Reputation: 13002
Working on a game, and I was testing out my renderer. It unfortunately only runs at about 4 frames per second. Profiling reveals that surprisingly, only 5% of that runtime belongs to my code, and the remaining 95% of the total run time was spent in nvoglnt.dll
.
Only one 256x256 texture is used though, and beyond that, the only openGL code I use outside of a few camera transformations is this following template of code. It is executed only 134217728 times for a total of 33554432 quads.
glTexCoord2f(u, v);
glColor3f(r, g, b);
glVertex3f(x, y, z);
What could I be doing wrong that's causing OpenGL to become so slow? Are there any common performance techniques I could use to improve it?
Upvotes: 2
Views: 3535
Reputation: 7488
As datenwolf said, 134217728 is a lot of times. 33 million quads is even a lot if you were using vertex arrays. But modern cards should handle it pretty well.
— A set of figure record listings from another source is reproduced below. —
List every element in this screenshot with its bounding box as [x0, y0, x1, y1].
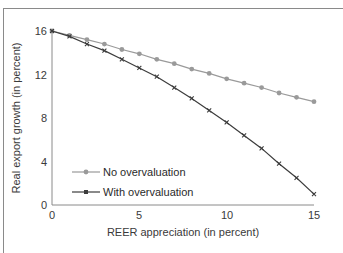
y-tick-label: 0	[41, 199, 47, 211]
circle-marker-icon	[277, 91, 282, 96]
x-tick-label: 5	[136, 209, 142, 221]
circle-marker-icon	[312, 99, 317, 104]
x-marker-icon	[277, 162, 281, 166]
circle-marker-icon	[172, 61, 177, 66]
x-marker-icon	[120, 57, 124, 61]
legend: No overvaluation With overvaluation	[72, 166, 194, 198]
circle-marker-icon	[259, 85, 264, 90]
x-marker-icon	[295, 176, 299, 180]
x-marker-icon	[242, 133, 246, 137]
x-tick-label: 0	[49, 209, 55, 221]
x-tick-label: 10	[221, 209, 233, 221]
circle-marker-icon	[189, 67, 194, 72]
y-tick-label: 8	[41, 112, 47, 124]
legend-item-no-overvaluation: No overvaluation	[72, 166, 186, 178]
legend-label: No overvaluation	[103, 166, 186, 178]
circle-marker-icon	[119, 47, 124, 52]
x-axis-label: REER appreciation (in percent)	[107, 226, 259, 238]
square-marker-icon	[84, 190, 88, 194]
circle-marker-icon	[84, 170, 89, 175]
circle-marker-icon	[85, 37, 90, 42]
x-marker-icon	[260, 146, 264, 150]
circle-marker-icon	[154, 57, 159, 62]
circle-marker-icon	[102, 42, 107, 47]
x-marker-icon	[172, 86, 176, 90]
circle-marker-icon	[294, 95, 299, 100]
circle-marker-icon	[137, 51, 142, 56]
x-marker-icon	[190, 96, 194, 100]
y-tick-label: 4	[41, 156, 47, 168]
x-marker-icon	[312, 192, 316, 196]
legend-label: With overvaluation	[103, 186, 194, 198]
x-marker-icon	[207, 108, 211, 112]
y-tick-label: 12	[35, 69, 47, 81]
x-tick-label: 15	[308, 209, 320, 221]
y-axis-label: Real export growth (in percent)	[10, 42, 22, 193]
circle-marker-icon	[242, 81, 247, 86]
y-tick-label: 16	[35, 25, 47, 37]
x-marker-icon	[225, 120, 229, 124]
x-marker-icon	[155, 75, 159, 79]
circle-marker-icon	[207, 71, 212, 76]
legend-item-with-overvaluation: With overvaluation	[72, 186, 194, 198]
circle-marker-icon	[224, 76, 229, 81]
The bottleneck here is completely the CPU, you're calling 134 million x 3 functions every frame. Since you're running at 4FPS. That's 1.6 billion function calls a second! No wonder it's running so slow.
What you should do is use Vertex Buffer Objects. It doesn't matter how volatile your data is, even if you have to update it every frame, it will be faster.
With that out of the way, I'm curious as to why you need to render 33 million volatile quads? If you give us a broader overview of what you are doing, we could propose other optimisation techniques.
Upvotes: 5
Reputation: 162164
It is executed only 134217728 times for a total of 33554432 quads.
Each of those "few" calls makes your system to switch execution context between your program and the OpenGL driver. This is not "few". Honestly I'd consider this question some fine trolling, because each and every OpenGL tutorial these days will tell you not to use immediate mode for excactly that serious performance hit you observed, which immediate mode causes, i.e. glBegin, glEnd, glVertex and so on.
Use Vertex Arrays or better yet Vertex Buffer Objects.